Kennel doors are expected to swing open today on a half-million-dollar facility in South Langley that some didn't believe could happen.
After years of dreaming, months of construction, and weeks of free labour from friends and family, a nine-acre farm bumped up against the U.S. border has finally be transformed into a multi-purpose animal daycare/boarding and sports facility called A Dog's Life K9 Centre.
And it's all being brought together by a woman whose determination and will allowed her to triumph over a childhood brain injury.
Despite the skepticism of nay-sayers and headaches and vertigo that have plagued Kira M'Lot since age eight, the 24-year-old Langley trainer has found what she calls her true calling in life - working with animals.
And finally armed with the settlement money from a fall that changed the course of her life 16 years ago, she's now pursuing her dream.
M'Lot was at a wedding in New Westminster at the age of eight when the accident occurred. She was helping send another kid out onto a custom zipline when she was pulled off the stand herself. She fell 14 feet to the ground below.
She suffered a grand mal seizure and following surgery spent the next year on heavy medications suffering double vision and multiple related health issues.
Nightmares, headaches, and vertigo continue to this day.
Doctors even attribute her diminished comprehension abilities to the fall, which quashed any scholastic hopes and even her original career aspirations as a kinesiologist.
Always active in sports - such as skating and kayaking - the Mountain Secondary graduate realized soon after completing Grade 12 that her future must involve more of a hands-on job.
Animals - which had through high school been her stress release - suddenly opened up a potential career option.
Through much of her senior years in high school, she would visit the Langley Animal Protection Society shelter on weekends to walk or run dogs.
It was during one such walk that she suddenly connected with a behaviourly challenged German shepherd named Duska. That connection not only changed things for Duska, but for M'Lot.
"It was one of those day_ seeing that change in the dog."
Soon after, she started working at a kennel in Surrey and even worked for a short time at LAPS before taking a dog training apprenticeship program.
During that six-month course, which is when she bought her golden retriever Tayah - her faithful companion and mascot of her new shelter - she launched what would be her new-found career.
After working a year for a Burnaby dog daycare, she leased a space in Abbotsford and opened her own business that now employs four part-time people.
This spring, after three years of leasing, she began hunting for permanent digs.
And just a week before the scheduled opening of her new centre, M'Lot showed off the facilities offering a tour inside and out, of the 7,200-square-foot building.
The centre comes complete with radiant heated floors and 20 temperature sensitive dog kennels for boarding and daycare, a huge cat room with eight cat condos, grooming facilities, isolation rooms for sick animals, a retail centre, training rooms, outdoor runs, and a large sport field ideal for dog sports such as agility, obedience, tunneling, and herding.
"I want it to be clean, dry, warm, and I want it to feel like a home. I don't want dogs to be put in a dark smelly hole," she said.
The entire property is set up for dogs, M'Lot added, noting she took over a farm that had previously been used for training German shepherds. While she fosters dogs, the centre will not be used for adoption or breeding.
Almost giddy with excitement about the impending opening, she said through all of the ups and downs that have plagued her recovery, she has continued to work hard for what she believes in and finds it almost surreal to see it coming to fruition.
"My whole goal in my life is working with dogs to create a better relationship between people and their family pets," she said, walking through the Zero Avenue complex.
"I feel great for what I've accomplished_ and I love what I'm doing now_ The moral of my life is that no matter what life serves up, if you believe it, you can achieve it. Just look at me."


- [Exercise goal] Would you set down the data below exactly as shown?

#### Dataset excerpts

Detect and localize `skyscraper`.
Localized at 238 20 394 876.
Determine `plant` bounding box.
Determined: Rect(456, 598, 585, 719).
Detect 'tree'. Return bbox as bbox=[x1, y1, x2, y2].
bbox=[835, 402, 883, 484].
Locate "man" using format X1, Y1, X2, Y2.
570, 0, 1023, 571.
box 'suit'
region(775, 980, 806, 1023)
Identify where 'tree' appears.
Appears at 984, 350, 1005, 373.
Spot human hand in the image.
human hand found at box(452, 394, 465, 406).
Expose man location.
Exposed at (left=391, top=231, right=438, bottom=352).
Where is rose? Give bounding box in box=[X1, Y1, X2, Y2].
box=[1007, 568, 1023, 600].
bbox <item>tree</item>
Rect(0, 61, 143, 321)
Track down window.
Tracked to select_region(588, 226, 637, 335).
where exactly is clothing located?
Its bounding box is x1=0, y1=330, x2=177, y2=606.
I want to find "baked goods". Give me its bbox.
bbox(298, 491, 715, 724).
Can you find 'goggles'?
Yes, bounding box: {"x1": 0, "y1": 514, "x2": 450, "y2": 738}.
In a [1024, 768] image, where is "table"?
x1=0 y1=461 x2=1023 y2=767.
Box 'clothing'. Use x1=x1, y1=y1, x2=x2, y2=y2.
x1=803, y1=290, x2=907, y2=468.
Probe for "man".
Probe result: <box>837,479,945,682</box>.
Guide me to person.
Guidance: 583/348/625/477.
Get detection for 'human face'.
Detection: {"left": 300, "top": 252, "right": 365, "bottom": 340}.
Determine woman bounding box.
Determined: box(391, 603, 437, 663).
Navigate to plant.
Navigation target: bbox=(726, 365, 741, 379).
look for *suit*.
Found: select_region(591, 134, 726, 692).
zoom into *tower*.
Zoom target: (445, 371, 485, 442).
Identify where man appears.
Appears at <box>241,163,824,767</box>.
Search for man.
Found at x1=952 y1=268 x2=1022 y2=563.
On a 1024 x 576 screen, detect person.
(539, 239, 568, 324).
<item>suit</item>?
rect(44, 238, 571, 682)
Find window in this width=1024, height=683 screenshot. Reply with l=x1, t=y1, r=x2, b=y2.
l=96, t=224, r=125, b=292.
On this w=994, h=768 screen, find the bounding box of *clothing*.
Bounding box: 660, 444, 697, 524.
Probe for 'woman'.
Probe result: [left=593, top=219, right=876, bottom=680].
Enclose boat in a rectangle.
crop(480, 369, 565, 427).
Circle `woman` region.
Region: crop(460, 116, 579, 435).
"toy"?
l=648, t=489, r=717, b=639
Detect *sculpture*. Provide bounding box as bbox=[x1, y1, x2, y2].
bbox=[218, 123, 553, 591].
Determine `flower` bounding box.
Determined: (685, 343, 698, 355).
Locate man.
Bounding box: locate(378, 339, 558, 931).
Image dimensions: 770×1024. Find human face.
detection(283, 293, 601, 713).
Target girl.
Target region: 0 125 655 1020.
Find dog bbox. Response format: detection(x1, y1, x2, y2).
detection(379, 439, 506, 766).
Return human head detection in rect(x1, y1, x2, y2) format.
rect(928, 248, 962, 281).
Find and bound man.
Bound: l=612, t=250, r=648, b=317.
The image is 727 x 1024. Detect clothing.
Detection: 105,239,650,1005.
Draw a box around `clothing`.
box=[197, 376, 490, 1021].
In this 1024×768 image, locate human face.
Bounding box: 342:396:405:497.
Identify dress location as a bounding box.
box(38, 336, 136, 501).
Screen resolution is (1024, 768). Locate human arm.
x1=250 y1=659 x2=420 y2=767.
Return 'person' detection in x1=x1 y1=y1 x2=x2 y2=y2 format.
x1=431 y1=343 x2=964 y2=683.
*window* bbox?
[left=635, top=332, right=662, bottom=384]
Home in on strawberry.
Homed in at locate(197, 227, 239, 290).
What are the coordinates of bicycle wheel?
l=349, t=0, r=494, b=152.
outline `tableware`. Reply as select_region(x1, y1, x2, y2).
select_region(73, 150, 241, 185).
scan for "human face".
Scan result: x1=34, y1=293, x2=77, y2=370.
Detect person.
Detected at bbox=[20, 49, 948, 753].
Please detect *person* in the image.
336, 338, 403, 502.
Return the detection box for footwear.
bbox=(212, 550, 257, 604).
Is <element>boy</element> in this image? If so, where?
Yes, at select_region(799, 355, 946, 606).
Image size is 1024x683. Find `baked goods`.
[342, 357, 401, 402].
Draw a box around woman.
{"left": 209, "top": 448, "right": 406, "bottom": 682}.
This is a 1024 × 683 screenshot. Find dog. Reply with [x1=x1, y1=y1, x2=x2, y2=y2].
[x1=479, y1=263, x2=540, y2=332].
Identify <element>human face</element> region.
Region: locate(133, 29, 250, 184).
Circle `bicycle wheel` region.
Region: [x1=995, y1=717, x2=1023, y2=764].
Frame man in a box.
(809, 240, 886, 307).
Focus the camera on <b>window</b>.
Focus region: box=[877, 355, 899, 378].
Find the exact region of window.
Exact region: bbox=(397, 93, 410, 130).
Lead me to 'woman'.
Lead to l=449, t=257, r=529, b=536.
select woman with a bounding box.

########

- [Result of the exercise]
Detect and localize `skyscraper`.
Localized at 238 20 394 876.
Determine `plant` bounding box.
Determined: Rect(456, 598, 585, 719).
Detect 'tree'. Return bbox as bbox=[x1, y1, x2, y2].
bbox=[835, 402, 883, 484].
Locate "man" using format X1, Y1, X2, Y2.
570, 0, 1023, 571.
box 'suit'
region(775, 980, 806, 1023)
Identify where 'tree' appears.
Appears at 984, 350, 1005, 373.
Spot human hand in the image.
human hand found at box(452, 394, 465, 406).
Expose man location.
Exposed at (left=391, top=231, right=438, bottom=352).
Where is rose? Give bounding box in box=[X1, Y1, X2, Y2].
box=[1007, 568, 1023, 600].
bbox <item>tree</item>
Rect(0, 61, 143, 321)
Track down window.
Tracked to select_region(588, 226, 637, 335).
where exactly is clothing located?
Its bounding box is x1=0, y1=330, x2=177, y2=606.
I want to find "baked goods". Give me its bbox.
bbox(298, 491, 715, 724).
Can you find 'goggles'?
Yes, bounding box: {"x1": 0, "y1": 514, "x2": 450, "y2": 738}.
In a [1024, 768] image, where is "table"?
x1=0 y1=461 x2=1023 y2=767.
Box 'clothing'. Use x1=x1, y1=y1, x2=x2, y2=y2.
x1=803, y1=290, x2=907, y2=468.
Probe for "man".
Probe result: <box>837,479,945,682</box>.
Guide me to person.
Guidance: 583/348/625/477.
Get detection for 'human face'.
Detection: {"left": 300, "top": 252, "right": 365, "bottom": 340}.
Determine woman bounding box.
Determined: box(391, 603, 437, 663).
Navigate to plant.
Navigation target: bbox=(726, 365, 741, 379).
look for *suit*.
Found: select_region(591, 134, 726, 692).
zoom into *tower*.
Zoom target: (445, 371, 485, 442).
Identify where man appears.
Appears at <box>241,163,824,767</box>.
Search for man.
Found at x1=952 y1=268 x2=1022 y2=563.
On a 1024 x 576 screen, detect person.
(539, 239, 568, 324).
<item>suit</item>?
rect(44, 238, 571, 682)
Find window in this width=1024, height=683 screenshot. Reply with l=x1, t=y1, r=x2, b=y2.
l=96, t=224, r=125, b=292.
On this w=994, h=768 screen, find the bounding box of *clothing*.
Bounding box: 660, 444, 697, 524.
Probe for 'woman'.
Probe result: [left=593, top=219, right=876, bottom=680].
Enclose boat in a rectangle.
crop(480, 369, 565, 427).
Circle `woman` region.
Region: crop(460, 116, 579, 435).
"toy"?
l=648, t=489, r=717, b=639
Detect *sculpture*. Provide bounding box as bbox=[x1, y1, x2, y2].
bbox=[218, 123, 553, 591].
Determine `flower` bounding box.
Determined: (685, 343, 698, 355).
Locate man.
Bounding box: locate(378, 339, 558, 931).
Image dimensions: 770×1024. Find human face.
detection(283, 293, 601, 713).
Target girl.
Target region: 0 125 655 1020.
Find dog bbox. Response format: detection(x1, y1, x2, y2).
detection(379, 439, 506, 766).
Return human head detection in rect(x1, y1, x2, y2) format.
rect(928, 248, 962, 281).
Find and bound man.
Bound: l=612, t=250, r=648, b=317.
The image is 727 x 1024. Detect clothing.
Detection: 105,239,650,1005.
Draw a box around `clothing`.
box=[197, 376, 490, 1021].
In this 1024×768 image, locate human face.
Bounding box: 342:396:405:497.
Identify dress location as a bounding box.
box(38, 336, 136, 501).
Screen resolution is (1024, 768). Locate human arm.
x1=250 y1=659 x2=420 y2=767.
Return 'person' detection in x1=x1 y1=y1 x2=x2 y2=y2 format.
x1=431 y1=343 x2=964 y2=683.
*window* bbox?
[left=635, top=332, right=662, bottom=384]
Home in on strawberry.
Homed in at locate(197, 227, 239, 290).
What are the coordinates of bicycle wheel?
l=349, t=0, r=494, b=152.
outline `tableware`. Reply as select_region(x1, y1, x2, y2).
select_region(73, 150, 241, 185).
scan for "human face".
Scan result: x1=34, y1=293, x2=77, y2=370.
Detect person.
Detected at bbox=[20, 49, 948, 753].
Please detect *person* in the image.
336, 338, 403, 502.
Return the detection box for footwear.
bbox=(212, 550, 257, 604).
Is <element>boy</element> in this image? If so, where?
Yes, at select_region(799, 355, 946, 606).
Image size is 1024x683. Find `baked goods`.
[342, 357, 401, 402].
Draw a box around woman.
{"left": 209, "top": 448, "right": 406, "bottom": 682}.
This is a 1024 × 683 screenshot. Find dog. Reply with [x1=x1, y1=y1, x2=x2, y2=y2].
[x1=479, y1=263, x2=540, y2=332].
Identify <element>human face</element> region.
Region: locate(133, 29, 250, 184).
Circle `bicycle wheel` region.
Region: [x1=995, y1=717, x2=1023, y2=764].
Frame man in a box.
(809, 240, 886, 307).
Focus the camera on <b>window</b>.
Focus region: box=[877, 355, 899, 378].
Find the exact region of window.
Exact region: bbox=(397, 93, 410, 130).
Lead me to 'woman'.
Lead to l=449, t=257, r=529, b=536.
select woman with a bounding box.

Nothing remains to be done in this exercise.